Pakistan losing the America pillar
Bharat Karnad
Pakistan, it was said, was defined by the three As — Allah, Army, and America! It is in serious danger of losing America as pillar to lean on, and without which the dyad of Allah and the Army will render that country even more unstable than it already is. This trend of the US retracting from its blind support of Pakistan may be seen particularly in the views aired by the ranking majority Republican Party and minority Democratic Party in recent Congressional Hearings on a possible nuclear deal with Pakistan along the lines of the one with India.
Members of the sub-committee on Terrorism, Nonproliferation, and Trade of the US House Committee on Foreign Affairs, in the Hearings held on Dec 8, 2015, were one with the four experts — former Pak ambassador to the US Husain Haqqani and currently at Hudson Institute, Daniel Markey of SAIS, Henry Sokolski of the Nonproliferation Education Center, and George Perkovich of Carnegie called in to testify, in stating plainly that a civilian nuclear deal to insert Pakistan in “the international mainstream” that the Obama Administration is considering (prompted principally by Michael Krepon and his colleagues at the Henry L. Stimson Center) has not a spitball’s chance in hell!
The Congressmen were scathing. Pakistan was called “the only schizophrenic nuclear state” in the world, one that was both confused and confusing the US about its intentions and policies, and described as a “difficult partner” in America’s counter-terrorism and nonproliferation missions. The Chairman of the subcommittee, Poe, went so far as to say that in the Eighties he was called “Pakistan’s man in the Congress” but he thinks he made a mistake then because he said going to Pakistan and interacting with Pak Army officers, who because they “looked like British officers, we believed were not radical!” and that he now thinks Pakistan which was “once a friend is now an enemy”! All of them voiced their anger at Pakistan channeling N-weapons technology to Iran, North Korea and Gaddafi’s Libya, and in the future, possibly to Saudi Arabia, and making a fool of America.

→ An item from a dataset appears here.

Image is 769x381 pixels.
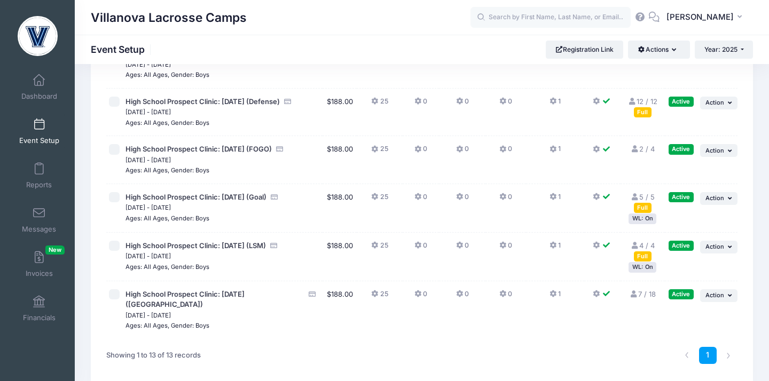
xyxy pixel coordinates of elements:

Haqqani was the most outspoken. Time and again he reminded the Congressmen that the US govt’s institutional and instinctive habit of bypassing the civilian authority and dealing directly with the army since 1947 has strengthened the military’s hold on the Pakistani state. And that Congressional conditions on aid to Pakistan were routinely ignored by the US President of the day. Moreover, he was straight forward in saying that all military aid sent by the US, the latest being the F-16s Obama has promised, end up being used solely against India. He was joined by the other three experts in saying NO when they were asked by the sub-committee if the US can anymore “trust” Islamabad not to undermine US interests and discard terrorism as aeapon. He also reminded the American legislators that Islamabad sought a civilian N-deal for the sake of “parity” of treatment and not because it’d buy any power reactors from the US, considering China was supplying all the reactors needed to generate electricity and w/o the onerous conditions that’d attend on a deal with the US. Tellingly, Haqqani likened Pakistan’s desire to be seen as the equal of India to Belgium wanting to be the equal of France and Germany!
But it was also an occasion for Sokolski and Perkovich — both of whom opposed the N-deal with India, to say that if ever there was a civilian N-deal with Pakistan that it will have to meet certain criteria — liking curbing its N-weapons growth and the rate of missile production, the sort of thing they rued was not insisted upon with regard to India.
The Pak embassy must have telegraphed the trending situation, because it had an immediate impact some hours later in the warmth with which Sushma Swaraj, the minister for external affairs, was received by PM Nawaz Sharif, and in the reasonableness the Pakistan Establishment displayed in quickly agreeing to discuss anti-India terrorist outfits, especially the LeT, operating fairly freely in that country, as part of the “comprehensive” talks. The opening to India is important to both the Sharifs — the politician Nawaz and the army chief, Raheel, to counter the impression gaining ground in Washington of an unreconstructed Islamabad bent on making trouble for everyone and, therefore, needing firm handling.